AG: So, “A Dream”, next, page sixteen. I always thought this one particularly as a piece of the bodhisattva notion, or the prophetic faculty of the poet or the bodhisattva notion of the wakened mind; that is that you take care of the others first: I put a chorus on this, just for fun. It was “Om Ah Hum” – H-U-M in Buddhist terminology is the heart mantra. The heart area. “Om” for the body. “Ah” is speech. So there’s a triadic “Om Ah Hum” corresponding to the same heaven/ earth/man, in a way, ((in) a slightly different order). But this ends with “Om Ah Hum” – “Oh Ma Home” – So I thought that would make a good Bavarian beer-hall chorus!
[Allen begins singing “A Dream”, accompanying himself on harmonium, with Peter Orlovsky on harmony] – “Once a dream did weave a shade,/O’er my Angel-guarded bed,/An emmet is an ant./That an Emmet lost it’s way/Where on grass methought I lay./Troubled wilderd and folorn/Dark benighted travel-worn,/Over many a tangled spray/All heart-broke I heard her say./O my children! do they cry/ Do they hear their father sigh./Now they look abroad to see,Now return and weep for me. Pitying I drop’d a tear:/But I saw a glow-worm near:/ Who replied. What wailing wight/ Calls the watchman of the night/ I am set to light the ground,/ While the beetle goes his round:/Follow now the beetles hum,/Little wanderer hie thee home/ I am set to light the ground,/While the beetle goes his round:/Follow now the beetles hum,/Little wanderer hie thee home./Om Ma Hum/ (Om Ma Hum – Allen sings and continues with this refrain)
So what is that? A dream “weaves a shade” around his bed, which is guarded by angels – that a little ant (an”Emmet”) lost its way. And the ant is calling for its child – it’s lost – and then Blake, the observer, in his dream, in nature, sees a glow-worm, (a) part of nature, that is he sees another element – a natural lamp – coming to question what’s the problem, and sees the glow-worm as a “watchman of the night”, and explains that the glow-worm is “set to light the ground/ While the beetle goes his round”, and so the ant can “follow the beetle’s hum”. The ant can follow the sound of the beetle’s hum. “Beetle’s hum” I guess in the light of the glow-worm. It’s a dream, certainly. I must have been a real dream, actually. It may well have been a real dream. Such an odd arrangement. I don’t know what metaphysically you can make of it. It’s just an innocent (song) It’s certainly a song of innocence; that everything is arranged properly so that the boddhisattva glow-worm does actually take care of the lost ant and lead him home. To the home via the hum.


*Task instructions*. Find the string "Personality" in the listing and report every line that has it.

[Start of Attachment]

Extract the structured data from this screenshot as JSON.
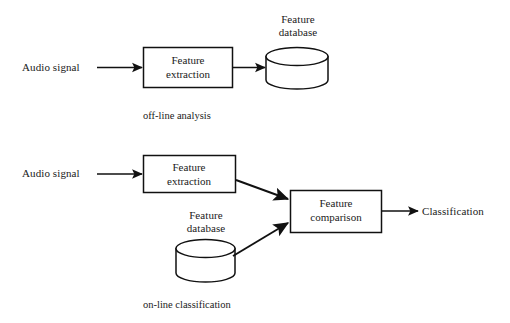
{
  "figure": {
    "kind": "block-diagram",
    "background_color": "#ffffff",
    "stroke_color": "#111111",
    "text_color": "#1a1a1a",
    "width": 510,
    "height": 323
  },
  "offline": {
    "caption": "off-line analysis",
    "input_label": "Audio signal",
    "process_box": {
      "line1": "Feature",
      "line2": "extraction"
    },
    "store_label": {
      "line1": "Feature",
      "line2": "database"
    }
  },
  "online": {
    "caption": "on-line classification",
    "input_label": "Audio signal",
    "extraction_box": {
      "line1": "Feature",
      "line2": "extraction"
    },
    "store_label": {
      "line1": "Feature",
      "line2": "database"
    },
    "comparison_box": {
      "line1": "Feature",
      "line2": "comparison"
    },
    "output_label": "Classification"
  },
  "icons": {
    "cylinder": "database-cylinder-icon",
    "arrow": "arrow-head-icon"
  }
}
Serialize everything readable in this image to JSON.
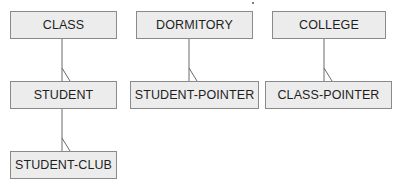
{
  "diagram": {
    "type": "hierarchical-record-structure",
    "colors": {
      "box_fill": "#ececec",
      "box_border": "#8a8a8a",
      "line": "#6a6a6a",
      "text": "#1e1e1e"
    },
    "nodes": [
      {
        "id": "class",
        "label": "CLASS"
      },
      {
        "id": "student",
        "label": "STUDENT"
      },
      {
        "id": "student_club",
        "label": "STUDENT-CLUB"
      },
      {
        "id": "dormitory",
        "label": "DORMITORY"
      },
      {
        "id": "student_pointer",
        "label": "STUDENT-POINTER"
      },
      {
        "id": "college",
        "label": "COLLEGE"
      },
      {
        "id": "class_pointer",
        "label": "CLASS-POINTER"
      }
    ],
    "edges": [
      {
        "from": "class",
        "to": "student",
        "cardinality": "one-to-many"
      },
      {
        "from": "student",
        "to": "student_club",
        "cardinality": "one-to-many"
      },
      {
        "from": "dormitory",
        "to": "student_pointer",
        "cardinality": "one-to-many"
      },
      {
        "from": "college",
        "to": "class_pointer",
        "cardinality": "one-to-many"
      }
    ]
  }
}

[End of Attachment]
[Start of Attachment]

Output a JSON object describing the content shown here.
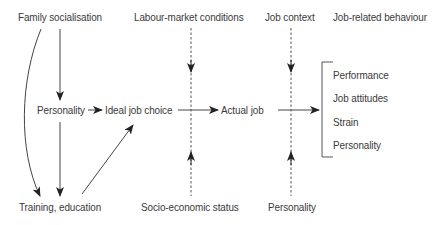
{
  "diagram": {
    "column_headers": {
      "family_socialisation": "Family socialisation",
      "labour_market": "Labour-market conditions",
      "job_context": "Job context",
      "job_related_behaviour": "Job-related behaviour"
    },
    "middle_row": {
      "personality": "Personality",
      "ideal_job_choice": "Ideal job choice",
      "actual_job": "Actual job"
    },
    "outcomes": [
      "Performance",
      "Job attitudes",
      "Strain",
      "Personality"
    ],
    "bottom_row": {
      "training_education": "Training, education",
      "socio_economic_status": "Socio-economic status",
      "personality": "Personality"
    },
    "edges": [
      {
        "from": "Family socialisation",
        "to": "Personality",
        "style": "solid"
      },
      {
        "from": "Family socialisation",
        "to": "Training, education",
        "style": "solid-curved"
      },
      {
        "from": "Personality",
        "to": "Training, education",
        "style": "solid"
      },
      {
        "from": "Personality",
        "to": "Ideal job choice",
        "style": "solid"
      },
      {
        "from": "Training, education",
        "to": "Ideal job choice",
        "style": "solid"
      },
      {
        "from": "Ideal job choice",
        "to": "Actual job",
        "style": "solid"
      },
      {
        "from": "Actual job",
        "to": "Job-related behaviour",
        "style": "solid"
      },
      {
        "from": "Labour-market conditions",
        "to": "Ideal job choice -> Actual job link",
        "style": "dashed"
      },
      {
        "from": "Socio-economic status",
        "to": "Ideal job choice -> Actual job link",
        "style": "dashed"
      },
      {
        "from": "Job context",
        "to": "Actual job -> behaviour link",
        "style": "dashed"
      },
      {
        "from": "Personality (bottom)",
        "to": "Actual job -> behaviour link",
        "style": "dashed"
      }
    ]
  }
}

[End of Attachment]

*Task solution*.
      "personality": "Personality",
      "Personality"
      "personality": "Personality"
        "to": "Personality",
        "from": "Personality",
        "from": "Personality",
        "from": "Personality (bottom)",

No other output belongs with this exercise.